Tail's mate, Joyful Morning Sky, padded down to the beach and bumped cheeks with him and with Spot, then again with her mate, with interest. "Mmm, I smell pickled eggs... did that old thief leave any for me?"

"A few," Tai said and pushed the little barrel of pickled Thunderfoot eggs over. The bottom of the short barrel was still covered, even after she helped herself to a double paw-full and lay on her back in the sand to nibble contentedly, snapping playfully when Tail stole one and whistling a nursery rhyme about dancing Thunderfeet and their drovers. Tail wrapped his lithe, furry body around hers and laid an ear against her ample belly.

"My, they're active this morning!"

"Wonder why? They've gotten used to explosions, but when my hearts skipped and then took off, so did theirs." Her eyes closed and she added, "I told you we needed to reinforce the flapper valve..."

"We don't even-" Tail stopped as Spot pointed to the blown-out front end of the sputter-jet. "Wind and wave... you're a witch."

"You say the nicest things, dear."

***

Paulo looked up from his game as three people came into the lobby of the flop-house. The usual lurkers-on disappeared fast as they got a good look at the three, and Paulo felt his stomach take a slow roll. He belched and put the bottle in his hand back under the counter.

"Can I help you?"

"In fairy tales, it's always once upon a time," the intense dark man said. He smiled, showing perfect teeth. There was a false humor in his eyes that made Paulo even more uncomfortable. "Once upon a time, a prince and his maid went on a strange quest find a lost treasure, or convince the genie to go back in his bottle..."

"Huh?"

"But those fairy tales were pretty grim, you know. Grimm, even, as in the brothers' Grimm who first collected them-"

"Look, I don't have any money here, and I don't want any trouble..."

"Shh, of course you don't. I just have a few questions-"

"I don't-"

"Stop interrupting! Speak when I give you leave to, and be honest and concise. Be the soul of brevity and wit, even."

Paulo was nodding.

"Good. Now, let me begin with a picture; did these two stay in your establishment? I will know if you're lying, so please, don't."

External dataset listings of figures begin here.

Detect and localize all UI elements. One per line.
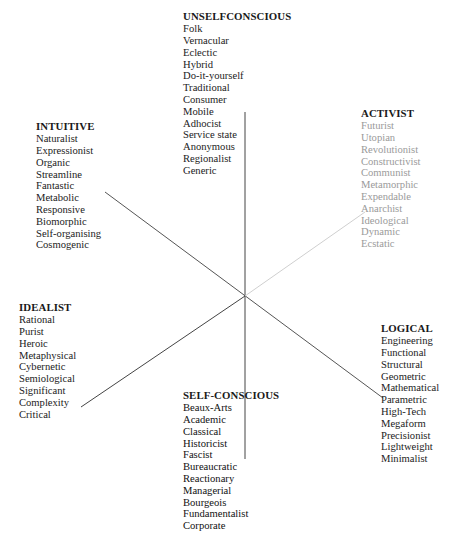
- list-item: Organic: [36, 157, 101, 169]
- list-item: Ideological: [361, 215, 420, 227]
- list-item: Naturalist: [36, 133, 101, 145]
- group-title: LOGICAL: [381, 323, 439, 335]
- list-item: Metaphysical: [19, 350, 76, 362]
- list-item: Revolutionist: [361, 144, 420, 156]
- list-item: Adhocist: [183, 118, 291, 130]
- list-item: Responsive: [36, 204, 101, 216]
- list-item: Managerial: [183, 485, 279, 497]
- list-item: Structural: [381, 359, 439, 371]
- list-item: Metamorphic: [361, 179, 420, 191]
- list-item: Expendable: [361, 191, 420, 203]
- list-item: Engineering: [381, 335, 439, 347]
- group-intuitive: INTUITIVE NaturalistExpressionistOrganic…: [36, 121, 101, 251]
- list-item: Hybrid: [183, 59, 291, 71]
- list-item: Megaform: [381, 418, 439, 430]
- list-item: Functional: [381, 347, 439, 359]
- list-item: Parametric: [381, 394, 439, 406]
- group-activist: ACTIVIST FuturistUtopianRevolutionistCon…: [361, 108, 420, 250]
- group-unselfconscious: UNSELFCONSCIOUS FolkVernacularEclecticHy…: [183, 11, 291, 177]
- list-item: Utopian: [361, 132, 420, 144]
- list-item: Biomorphic: [36, 216, 101, 228]
- list-item: Precisionist: [381, 430, 439, 442]
- list-item: Reactionary: [183, 473, 279, 485]
- list-item: Do-it-yourself: [183, 70, 291, 82]
- list-item: Regionalist: [183, 153, 291, 165]
- list-item: Significant: [19, 385, 76, 397]
- list-item: Academic: [183, 414, 279, 426]
- list-item: Cybernetic: [19, 361, 76, 373]
- list-item: Fundamentalist: [183, 508, 279, 520]
- list-item: Semiological: [19, 373, 76, 385]
- group-title: UNSELFCONSCIOUS: [183, 11, 291, 23]
- list-item: Traditional: [183, 82, 291, 94]
- list-item: Eclectic: [183, 47, 291, 59]
- list-item: Expressionist: [36, 145, 101, 157]
- list-item: Beaux-Arts: [183, 402, 279, 414]
- list-item: Self-organising: [36, 228, 101, 240]
- list-item: Ecstatic: [361, 238, 420, 250]
- list-item: Futurist: [361, 120, 420, 132]
- list-item: Classical: [183, 426, 279, 438]
- list-item: Minimalist: [381, 453, 439, 465]
- list-item: Dynamic: [361, 226, 420, 238]
- axis-activist-faded: [245, 212, 365, 296]
- list-item: Fantastic: [36, 180, 101, 192]
- list-item: Historicist: [183, 438, 279, 450]
- list-item: Constructivist: [361, 156, 420, 168]
- axis-intuitive-logical: [105, 192, 383, 398]
- list-item: Critical: [19, 409, 76, 421]
- group-title: IDEALIST: [19, 302, 76, 314]
- list-item: Bourgeois: [183, 497, 279, 509]
- group-title: ACTIVIST: [361, 108, 420, 120]
- list-item: Service state: [183, 129, 291, 141]
- list-item: Cosmogenic: [36, 239, 101, 251]
- group-title: SELF-CONSCIOUS: [183, 390, 279, 402]
- list-item: Metabolic: [36, 192, 101, 204]
- list-item: Anarchist: [361, 203, 420, 215]
- list-item: Consumer: [183, 94, 291, 106]
- list-item: Anonymous: [183, 141, 291, 153]
- list-item: Fascist: [183, 449, 279, 461]
- list-item: Purist: [19, 326, 76, 338]
- list-item: Vernacular: [183, 35, 291, 47]
- group-selfconscious: SELF-CONSCIOUS Beaux-ArtsAcademicClassic…: [183, 390, 279, 532]
- list-item: Communist: [361, 167, 420, 179]
- group-logical: LOGICAL EngineeringFunctionalStructuralG…: [381, 323, 439, 465]
- list-item: Generic: [183, 165, 291, 177]
- list-item: Lightweight: [381, 441, 439, 453]
- list-item: Corporate: [183, 520, 279, 532]
- list-item: Geometric: [381, 371, 439, 383]
- list-item: Heroic: [19, 338, 76, 350]
- list-item: Mathematical: [381, 382, 439, 394]
- list-item: Folk: [183, 23, 291, 35]
- group-title: INTUITIVE: [36, 121, 101, 133]
- list-item: Mobile: [183, 106, 291, 118]
- list-item: High-Tech: [381, 406, 439, 418]
- list-item: Bureaucratic: [183, 461, 279, 473]
- list-item: Complexity: [19, 397, 76, 409]
- group-idealist: IDEALIST RationalPuristHeroicMetaphysica…: [19, 302, 76, 420]
- list-item: Streamline: [36, 169, 101, 181]
- list-item: Rational: [19, 314, 76, 326]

The woman was wearing a revealing formal gown and had her hair up in some confection of lace and floral accents, nothing like the short hair and thread-bare coveralls she'd been wearing during the week she and the man, a tall handsome fellow with salt and pepper hair and a pleasant, easy smile, had been here. But Paulo had remembered those eyes, not unlike the cold eyes of these three, maybe with a little more real warmth to them...

"Y-yes."

"Interesting. Where did they go?"

***

The corpse would tell no tales and the flop-house was a burning shell, with no survivors, no witnesses. The man sat in the back of the aircar, making notes as they flew back to the cruiser. He looked up at the bodyguard who sat across from him.

"You don't approve?"

The hulking naval infantry rating in plain clothes shook her head, 'no'.

"Not afraid of me?"

"Sir, you're just a man, sir. I am afraid of what's behind you, sir."

"Reason and purpose; Duty. Trust in me and do your duty, rating. You can do no more than that and you should strive never to do less."

"Lee."

"Hmm?"

"General Robert E. Lee, sir."

"Yes, I suppose," the dark man muttered. He looked up, a question plainly on his face.

"His side lost, sir. A good man, all in all, who fought for the wrong side. Probably got more people killed than ever needed to die-"

The dark man smiled. "Don't worry about me being a good man, doing the wrong thing, rating."